Nobel Laureate Sir Venkatraman (Venki) Ramakrishnan has been confirmed as the President Elect of the Royal Society. Sir Venki will take up the post as of 1 December 2015.

Sir Venki’s research focuses on how genetic information is translated by the ribosome to make proteins, and the action of antibiotics on this process. He was awarded the Nobel Prize for Chemistry in 2009 with Tom Steitz and Ada Yonath, and was awarded a knighthood in 2012.

Imran Khan, Chief Executive of the British Science Association said, “The British Science Association warmly congratulates Sir Venki Ramakrishnan on his election. The President of the Royal Society often acts as a bridge between science and the rest of society, and someone with Venki's credentials is in a great position to step into that role. 

“The UK needs someone who can reflect the needs of society and the public back to the scientific establishment; we hope that he can continue in the tradition of people like Lord Rees and Sir Paul Nurse of being a provocateur as well as an ambassador.”
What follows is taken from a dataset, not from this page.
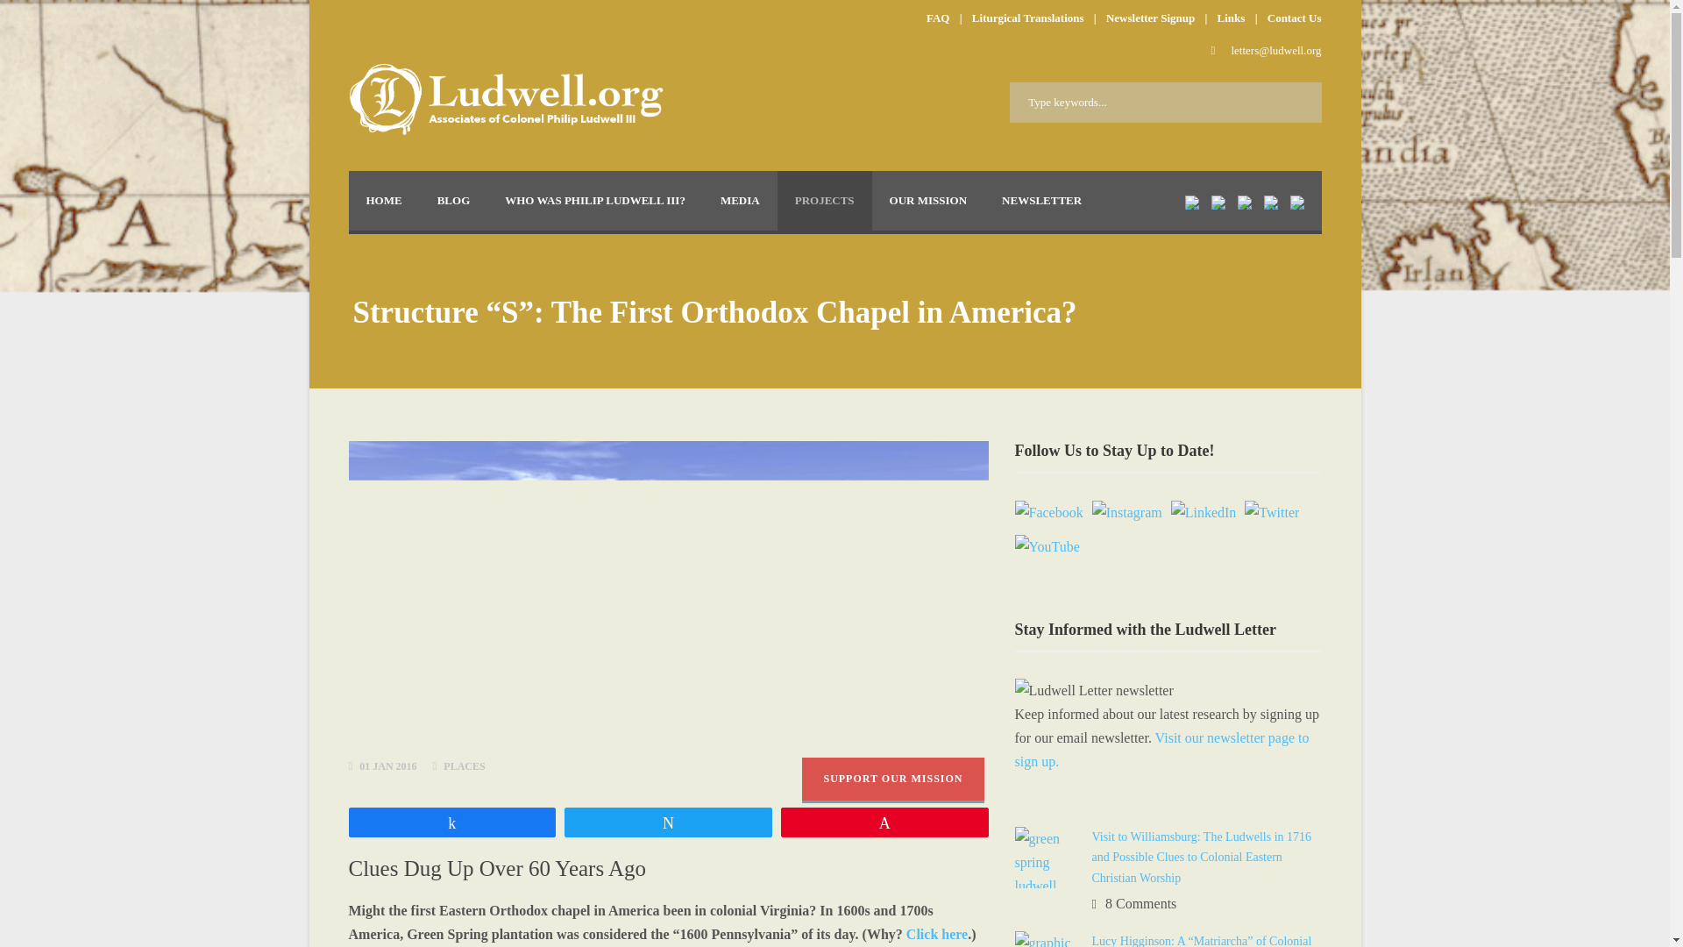 This screenshot has width=1683, height=947. What do you see at coordinates (1272, 512) in the screenshot?
I see `Twitter` at bounding box center [1272, 512].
Sir Venki is currently Deputy Director of the MRC Laboratory for Molecular Biology (LMB) and a Fellow of Trinity College, Cambridge. He has a BSc in physics from Baroda University, India and a PhD from Ohio University in the USA. He studied biology at the University of California, San Diego and worked as a post-doctoral fellow at Yale University.

Subsequently, he was a biophysicist at Brookhaven National Laboratory and Professor of Biochemistry at the University of Utah before he moved to the UK in 1999. He was elected a Fellow of the Royal Society in 2003, and is also a member of the U.S. National Academy of Sciences, Leopoldina (the German Science Academy), and a Foreign Member of the Indian National Science Academy.

The Royal Society has had 60 presidents since it was founded in 1660, previous presidents include Christopher Wren, Samuel Pepys, Isaac Newton, Joseph Banks, Humphry Davy and Ernest Rutherford.